Hostname: page-component-586b7cd67f-l7hp2 Total loading time: 0 Render date: 2024-11-25T00:42:25.777Z Has data issue: false hasContentIssue false

An Anti-egalitarian Fallacy

Published online by Cambridge University Press:  30 January 2009

Albert Weale
Affiliation:
University of York

Abstract

Image of the first page of this content. For PDF version, please use the ‘Save PDF’ preceeding this image.'
Type
Discussion
Copyright
Copyright © The Royal Institute of Philosophy 1977

Access options

Get access to the full version of this content by using one of the access options below. (Log in options will check for institutional or personal access. Content may require purchase if you do not have access.)

References

1 Lucas, J. R., The Principles of Politics (Oxford: Clarendon, 1966), 251.Google Scholar

2 Williams, B., ‘The Idea of Equality’, in Laslett, P. and Runciman, W. G. (eds), Philosophy, Politics and Society, Second Series (Oxford: Blackwell, 1962), 112.Google Scholar

3 Op. cit., 244.

4 For these properties see Allen, R. G. D., Basic Mathematics (London: Macmillan, 1962), 2830.Google Scholar The property of forming a closed set under binary operations is expressed in the following definition: for any two rational numbers a and b and for any binary operation β. aβb is a rational number.

5 This note was written during my tenure of the James Knott Fellowship in the Department of Politics, University of Newcastle upon Tyne.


* [TASK DESCRIPTION] Apart from the images, the entire listing below must be restated word for word.

* [TASK MATERIAL]
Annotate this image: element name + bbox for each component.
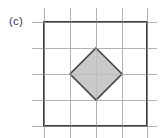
lattice-diagram	[0, 0, 166, 138]
figure-panel: (c)	[0, 0, 166, 138]
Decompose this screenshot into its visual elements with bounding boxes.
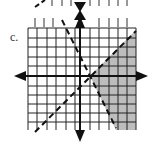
solution-region xyxy=(90,30,136,130)
y-axis-down-arrow-icon xyxy=(75,130,85,142)
inequality-graph xyxy=(0,0,153,145)
x-axis-left-arrow-icon xyxy=(14,71,26,81)
x-axis-right-arrow-icon xyxy=(136,71,148,81)
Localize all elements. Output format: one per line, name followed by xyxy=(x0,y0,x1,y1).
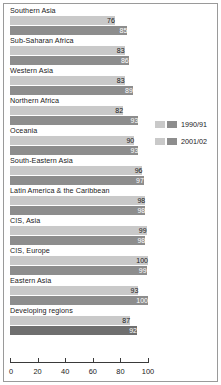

* [SOLUTION BELOW]
Annotate this image: element name + bbox for each component.
lattice-diagram	[0, 0, 166, 138]
figure-panel: (c)	[0, 0, 166, 138]
Decompose this screenshot into its visual elements with bounding boxes.
solution-region xyxy=(90,30,136,130)
y-axis-down-arrow-icon xyxy=(75,130,85,142)
inequality-graph xyxy=(0,0,153,145)
x-axis-left-arrow-icon xyxy=(14,71,26,81)
x-axis-right-arrow-icon xyxy=(136,71,148,81)
Localize all elements. Output format: one per line, name followed by xyxy=(x0,y0,x1,y1).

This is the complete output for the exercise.